And now, for a screed …
When I screwed up as a kid, which was every once in a while, my Dad would stop everything, give me a stare that my buddy Steve and I used to call the “OTG look” (Over the Glasses) and tell me, “You know better than that.”
I thought of that last week when the news — ohhh, the news — smacked me on the back of the head once again.
God, it’s hard to keep up with what’s happening in the world, isn’t it? The only thing harder is trying to avoid it. And that’s downright impossible.
My wife and I are not particularly political people. She leans more conservative. I fall more on the liberal side. We’ve made it work, quietly, most of our married lives.
Now, politics suddenly is a major source of conversation in our empty nest. We can’t stop ourselves. And we’re on the same side in this one. (Is it because of the empty nest? Or because we’re getting older? Is every house like this? Is this normal?)
What’s Trump saying? What’s he doing? Who’s he attacking now? Who’s he hacking off now?
The guy talks so big. (If Trump can do anything, it’s talk big.) You’re forced to listen, even when you don’t want to.
And, honestly, I don’t want to. A lot.
What’s it all mean? Is it just bluster or real threat? Promise or nonsense?
The thing is … we know better. That’s what we have to remember. We know better. No matter what sleight of hand, what slanted coverage, what flat-out lies are spewed, no matter how confusing it seems at times, we have to cancel all the noise and rely on what we know.
And we know. We all know better than this.
It’s not smart or fair or right, for example, to deny the promise of America to an entire country for the crimes of a very few. We know better than that.
It’s not right to suggest that getting into America is as easy as walking through any airport or across any border … because it’s not. It’s not right to say that immigrants are the cause of America’s problems … because they’re not. Immigrants, remember, make America. They enrich our lives daily. America was built by immigrants.
It’s not fair to point to crimes by immigrants as proof that we need a wall when all statistics show that immigrants commit fewer crimes than people born in the U.S. It’s not right to dismiss those statistics simply because they don’t fit a narrative. It’s disingenuous — being kind there — to make immigration a central theme of what’s wrong with America. It’s not.
It’s not right suggest a wall will keep out bad guys in the first place. It won’t.
(I still am blown away by the optics: the Statue of Liberty on one side and a wall on the other …)
Give me your tired, your poor,
Your huddled masses yearning to breathe free,
The wretched refuse of your teeming shore.
Send these, the homeless, tempest-tossed to me,
I lift my lamp beside the golden door!
It’s not right to state something as fact when it’s not. That’s called lying. It’s not right to dismiss those who point out a lie with a simple, “Well, that’s what I was told,” or “I was referring to something I saw on the news.”
It’s not right to attack those who object to the twisting of facts, the wild inaccuracies — the out-and-out lies — by calling them Crooked This or Lyin’ That or Losers! or Sad! or the Enemy of the American People. The Judiciary, the Congress, the intelligence community, the press, the opposition party, the party in power … they all can’t be wrong.
https://twitter.com/realDonaldTrump/status/832708293516632065
It’s not right to claim to be moral or a man of the people or a public servant when a whole life has been spent being none of those.
Come on, everybody. Come on! We know better than that.
It’s not right to dismiss the warnings of 97 percent of the world’s scientists because their findings are bad for business. It’s not right to OK the building of more pipelines and justify it by saying they will create jobs, when they will create relatively few. What projects like the Keystone and Dakota Access Pipeline really do — we know this! — is make a lot of rich people richer, further our reliance on fossil fuels (with all the problems that includes) and disrespect the wishes of many of the only people in America who aren’t immigrants.
It’s not right to say that “torture works” when those who know about it — those who have been there, not just who have seen somebody talk about it on cable TV — say it doesn’t.
It’s not right to say photos were doctored or rampant voter fraud is real or crime is out of control or that we’re the moral equivalent of Russia when none of that — none of that — is true.
We know better than that.
Yes, it gets confusing at times. People often see the same things differently. The line between right and wrong is not always easy to see. That’s a fact.
But when someone constantly, irrefutably, outrageously lies, purposely tries to confuse, viciously assigns blame and accepts none, when that someone pits the well-meaning against each other and impugns good people — hard-working people who have served, who don’t live in skyscrapers with their names on them and who are, indeed, moral and righteous — I go back to what Dad used to say.
I know better than that. We all should know better than that.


PROBLEM STATEMENT: Wherever a line in the records below contains "preferences", copy that line.

Data extracted from a collection
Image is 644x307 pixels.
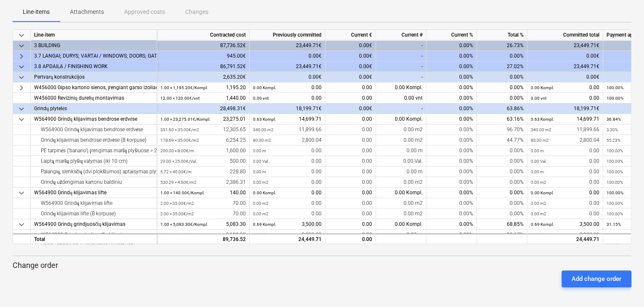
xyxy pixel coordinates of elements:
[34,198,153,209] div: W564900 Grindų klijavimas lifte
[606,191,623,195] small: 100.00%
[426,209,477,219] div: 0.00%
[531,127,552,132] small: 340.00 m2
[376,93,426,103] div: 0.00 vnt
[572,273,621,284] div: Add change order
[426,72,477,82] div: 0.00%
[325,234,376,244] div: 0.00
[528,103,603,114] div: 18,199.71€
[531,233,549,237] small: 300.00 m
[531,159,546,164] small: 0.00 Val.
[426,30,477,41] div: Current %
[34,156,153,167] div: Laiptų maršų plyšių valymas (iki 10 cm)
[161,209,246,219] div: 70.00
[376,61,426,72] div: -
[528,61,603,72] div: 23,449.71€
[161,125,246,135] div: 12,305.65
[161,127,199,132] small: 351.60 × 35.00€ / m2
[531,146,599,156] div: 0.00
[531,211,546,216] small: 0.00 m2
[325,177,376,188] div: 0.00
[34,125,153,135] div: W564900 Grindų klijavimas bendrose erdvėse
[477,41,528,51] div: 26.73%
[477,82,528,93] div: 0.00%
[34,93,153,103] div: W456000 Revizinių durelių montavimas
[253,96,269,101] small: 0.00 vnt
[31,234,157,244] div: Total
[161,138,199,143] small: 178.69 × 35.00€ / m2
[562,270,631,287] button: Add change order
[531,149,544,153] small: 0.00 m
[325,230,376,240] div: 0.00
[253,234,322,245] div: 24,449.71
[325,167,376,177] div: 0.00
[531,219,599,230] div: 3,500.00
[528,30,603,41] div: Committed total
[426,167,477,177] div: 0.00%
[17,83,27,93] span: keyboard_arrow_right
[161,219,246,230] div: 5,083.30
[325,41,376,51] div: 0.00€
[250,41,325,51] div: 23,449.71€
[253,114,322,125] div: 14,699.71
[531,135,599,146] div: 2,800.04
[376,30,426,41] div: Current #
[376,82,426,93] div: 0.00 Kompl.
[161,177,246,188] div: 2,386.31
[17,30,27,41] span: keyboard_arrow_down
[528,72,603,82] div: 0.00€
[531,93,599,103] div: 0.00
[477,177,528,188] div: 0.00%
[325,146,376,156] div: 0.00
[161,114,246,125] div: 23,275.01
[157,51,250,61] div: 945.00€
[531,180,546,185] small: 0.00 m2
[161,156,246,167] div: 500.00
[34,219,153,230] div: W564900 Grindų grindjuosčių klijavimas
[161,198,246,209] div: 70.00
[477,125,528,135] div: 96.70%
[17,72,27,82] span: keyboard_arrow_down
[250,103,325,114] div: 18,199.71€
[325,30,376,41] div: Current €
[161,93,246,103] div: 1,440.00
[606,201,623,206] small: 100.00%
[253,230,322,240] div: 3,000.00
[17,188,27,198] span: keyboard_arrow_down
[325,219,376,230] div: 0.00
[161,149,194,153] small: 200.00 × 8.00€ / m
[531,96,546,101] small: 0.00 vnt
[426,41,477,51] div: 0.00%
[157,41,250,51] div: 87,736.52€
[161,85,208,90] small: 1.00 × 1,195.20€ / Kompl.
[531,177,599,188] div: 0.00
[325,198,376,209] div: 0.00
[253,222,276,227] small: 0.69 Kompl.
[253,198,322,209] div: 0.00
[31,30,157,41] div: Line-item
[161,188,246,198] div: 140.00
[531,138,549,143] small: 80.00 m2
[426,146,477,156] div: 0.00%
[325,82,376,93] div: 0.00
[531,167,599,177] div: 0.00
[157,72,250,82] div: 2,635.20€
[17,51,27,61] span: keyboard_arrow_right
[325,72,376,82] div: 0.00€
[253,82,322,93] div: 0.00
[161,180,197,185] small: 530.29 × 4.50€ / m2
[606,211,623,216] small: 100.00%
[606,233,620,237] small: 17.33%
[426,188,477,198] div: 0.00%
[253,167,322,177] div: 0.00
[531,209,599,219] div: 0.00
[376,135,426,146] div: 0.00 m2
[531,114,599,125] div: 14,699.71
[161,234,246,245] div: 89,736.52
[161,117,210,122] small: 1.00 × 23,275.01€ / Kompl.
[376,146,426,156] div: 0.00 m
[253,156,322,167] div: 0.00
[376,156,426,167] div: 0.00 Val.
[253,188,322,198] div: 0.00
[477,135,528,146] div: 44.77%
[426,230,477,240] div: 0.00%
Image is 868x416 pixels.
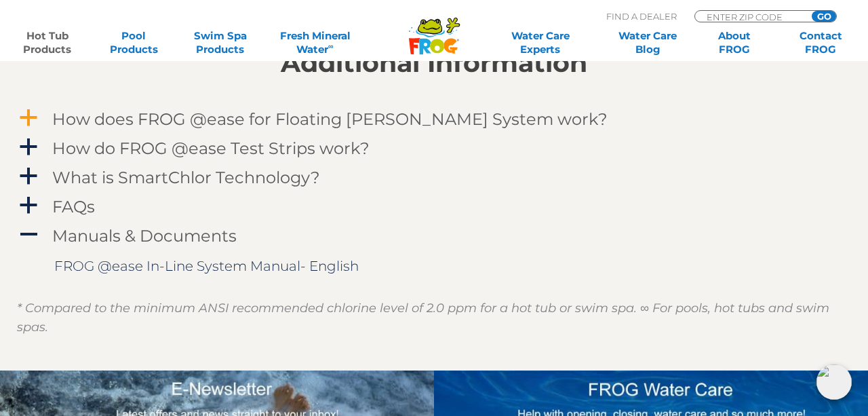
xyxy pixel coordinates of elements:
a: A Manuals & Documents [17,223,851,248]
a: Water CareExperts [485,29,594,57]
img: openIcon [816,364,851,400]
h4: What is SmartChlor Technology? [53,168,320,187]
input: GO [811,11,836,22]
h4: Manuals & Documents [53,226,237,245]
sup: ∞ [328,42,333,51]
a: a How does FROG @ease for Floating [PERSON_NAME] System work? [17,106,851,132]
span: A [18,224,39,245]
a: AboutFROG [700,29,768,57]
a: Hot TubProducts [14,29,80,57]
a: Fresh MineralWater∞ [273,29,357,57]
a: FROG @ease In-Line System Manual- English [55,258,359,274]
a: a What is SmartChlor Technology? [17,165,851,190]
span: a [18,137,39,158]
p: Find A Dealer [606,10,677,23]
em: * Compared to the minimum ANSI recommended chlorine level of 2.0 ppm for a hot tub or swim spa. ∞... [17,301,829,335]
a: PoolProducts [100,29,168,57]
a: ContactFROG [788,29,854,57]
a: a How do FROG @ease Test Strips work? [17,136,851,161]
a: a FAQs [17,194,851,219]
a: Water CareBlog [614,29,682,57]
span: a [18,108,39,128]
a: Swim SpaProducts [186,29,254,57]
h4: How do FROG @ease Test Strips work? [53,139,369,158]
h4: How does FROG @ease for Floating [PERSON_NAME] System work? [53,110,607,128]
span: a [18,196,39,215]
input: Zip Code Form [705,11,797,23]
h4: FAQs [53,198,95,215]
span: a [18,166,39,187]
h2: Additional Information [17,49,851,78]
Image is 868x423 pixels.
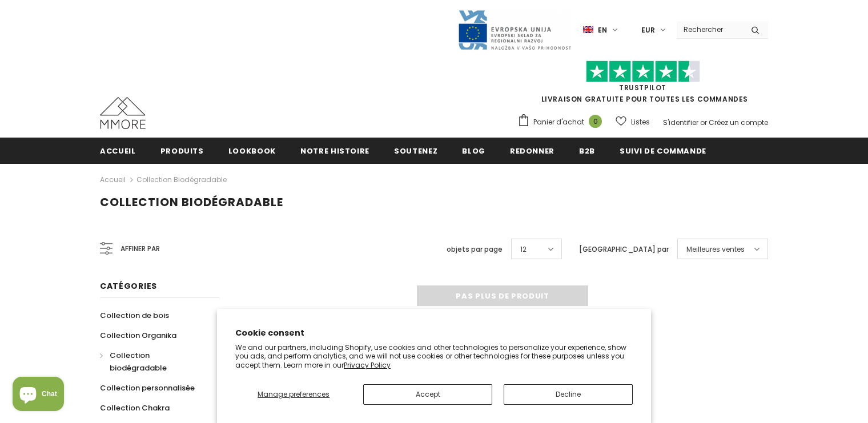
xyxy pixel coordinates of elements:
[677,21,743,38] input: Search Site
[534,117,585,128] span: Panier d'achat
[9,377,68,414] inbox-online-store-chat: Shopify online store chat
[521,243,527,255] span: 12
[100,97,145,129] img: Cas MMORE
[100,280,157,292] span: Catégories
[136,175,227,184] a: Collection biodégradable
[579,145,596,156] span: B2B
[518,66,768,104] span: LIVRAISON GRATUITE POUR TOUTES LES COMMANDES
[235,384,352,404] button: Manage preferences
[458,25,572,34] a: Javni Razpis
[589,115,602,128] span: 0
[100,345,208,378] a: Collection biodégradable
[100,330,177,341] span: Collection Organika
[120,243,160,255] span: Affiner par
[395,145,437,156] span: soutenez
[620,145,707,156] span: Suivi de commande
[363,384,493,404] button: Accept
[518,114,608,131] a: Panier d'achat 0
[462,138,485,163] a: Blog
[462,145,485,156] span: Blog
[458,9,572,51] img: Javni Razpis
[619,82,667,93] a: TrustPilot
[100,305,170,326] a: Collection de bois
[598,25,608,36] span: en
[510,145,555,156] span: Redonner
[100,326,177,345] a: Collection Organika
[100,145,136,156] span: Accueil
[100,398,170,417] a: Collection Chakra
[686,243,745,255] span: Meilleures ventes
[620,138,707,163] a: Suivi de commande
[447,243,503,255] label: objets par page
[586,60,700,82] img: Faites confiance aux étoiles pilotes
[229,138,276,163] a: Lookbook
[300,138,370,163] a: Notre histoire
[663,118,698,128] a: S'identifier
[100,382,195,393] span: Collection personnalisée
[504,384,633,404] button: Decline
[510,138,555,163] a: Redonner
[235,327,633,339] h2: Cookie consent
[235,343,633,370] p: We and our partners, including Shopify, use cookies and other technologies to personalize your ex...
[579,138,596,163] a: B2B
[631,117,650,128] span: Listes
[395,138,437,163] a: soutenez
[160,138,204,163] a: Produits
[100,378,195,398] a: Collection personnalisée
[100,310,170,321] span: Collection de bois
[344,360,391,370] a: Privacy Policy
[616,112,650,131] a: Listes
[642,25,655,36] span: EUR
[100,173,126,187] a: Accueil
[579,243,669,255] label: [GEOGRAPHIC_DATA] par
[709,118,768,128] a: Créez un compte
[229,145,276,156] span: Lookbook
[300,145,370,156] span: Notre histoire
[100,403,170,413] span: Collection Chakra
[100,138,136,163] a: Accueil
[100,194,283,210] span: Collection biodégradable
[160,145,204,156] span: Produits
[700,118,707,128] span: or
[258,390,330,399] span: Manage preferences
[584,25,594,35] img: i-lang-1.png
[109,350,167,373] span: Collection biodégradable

...

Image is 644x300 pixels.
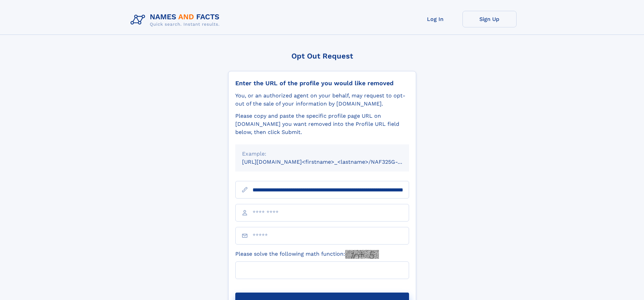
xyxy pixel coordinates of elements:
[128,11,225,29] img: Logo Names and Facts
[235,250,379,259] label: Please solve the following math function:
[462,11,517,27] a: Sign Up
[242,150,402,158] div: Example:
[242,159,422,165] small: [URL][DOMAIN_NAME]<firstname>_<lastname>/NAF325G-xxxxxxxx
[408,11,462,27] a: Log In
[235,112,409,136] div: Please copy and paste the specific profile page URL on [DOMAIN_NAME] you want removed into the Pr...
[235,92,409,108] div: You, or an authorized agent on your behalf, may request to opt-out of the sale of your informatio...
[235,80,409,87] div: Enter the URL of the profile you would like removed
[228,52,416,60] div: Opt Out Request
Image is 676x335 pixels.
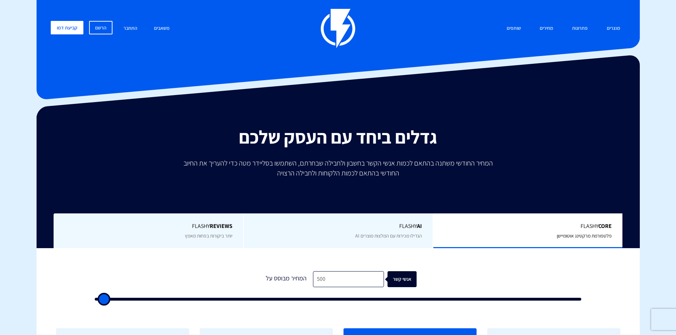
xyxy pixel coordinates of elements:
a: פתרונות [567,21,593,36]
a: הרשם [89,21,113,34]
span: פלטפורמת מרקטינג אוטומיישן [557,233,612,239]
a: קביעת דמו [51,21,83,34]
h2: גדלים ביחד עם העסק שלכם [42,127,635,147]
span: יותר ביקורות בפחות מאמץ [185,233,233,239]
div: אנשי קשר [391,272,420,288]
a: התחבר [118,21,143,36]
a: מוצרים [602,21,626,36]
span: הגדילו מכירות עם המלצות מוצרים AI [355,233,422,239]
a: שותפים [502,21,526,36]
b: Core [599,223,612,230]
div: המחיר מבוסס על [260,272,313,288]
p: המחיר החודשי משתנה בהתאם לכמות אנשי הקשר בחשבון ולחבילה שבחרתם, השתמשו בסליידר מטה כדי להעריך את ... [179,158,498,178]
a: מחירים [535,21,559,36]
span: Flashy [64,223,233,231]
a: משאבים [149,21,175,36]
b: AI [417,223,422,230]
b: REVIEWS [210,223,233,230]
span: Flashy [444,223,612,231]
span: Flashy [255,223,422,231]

--

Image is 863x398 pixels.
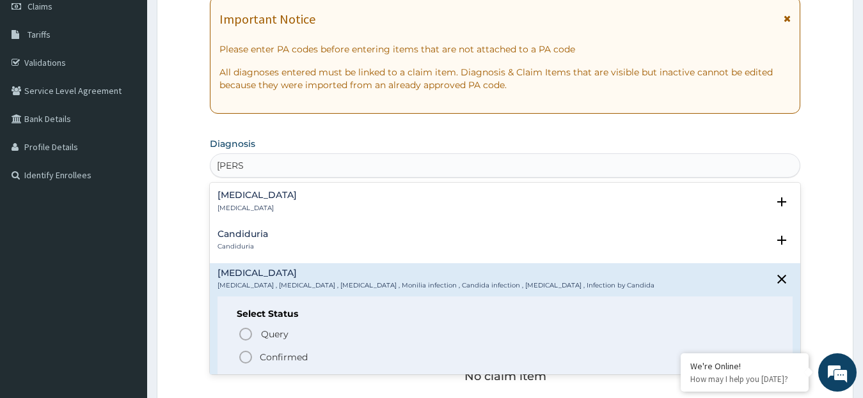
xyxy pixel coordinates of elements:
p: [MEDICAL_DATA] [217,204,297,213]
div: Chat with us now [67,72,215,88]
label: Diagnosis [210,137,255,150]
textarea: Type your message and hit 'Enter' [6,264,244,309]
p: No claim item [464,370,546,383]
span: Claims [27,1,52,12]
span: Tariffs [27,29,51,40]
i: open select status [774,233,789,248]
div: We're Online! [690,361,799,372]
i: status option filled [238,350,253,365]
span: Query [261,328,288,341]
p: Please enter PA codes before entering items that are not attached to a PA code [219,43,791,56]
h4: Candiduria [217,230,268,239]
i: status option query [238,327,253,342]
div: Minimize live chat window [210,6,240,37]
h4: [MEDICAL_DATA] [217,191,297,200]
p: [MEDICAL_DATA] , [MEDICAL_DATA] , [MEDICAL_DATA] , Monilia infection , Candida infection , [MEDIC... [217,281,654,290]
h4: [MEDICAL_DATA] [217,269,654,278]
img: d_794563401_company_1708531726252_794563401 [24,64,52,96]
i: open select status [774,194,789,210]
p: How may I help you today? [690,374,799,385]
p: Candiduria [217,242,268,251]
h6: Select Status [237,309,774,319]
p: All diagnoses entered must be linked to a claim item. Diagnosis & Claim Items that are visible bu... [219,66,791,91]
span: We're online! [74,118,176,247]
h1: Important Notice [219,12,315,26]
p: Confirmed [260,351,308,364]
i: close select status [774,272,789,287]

TASK SOLUTION:
[235,384,352,404] button: Manage preferences
[258,390,330,399] span: Manage preferences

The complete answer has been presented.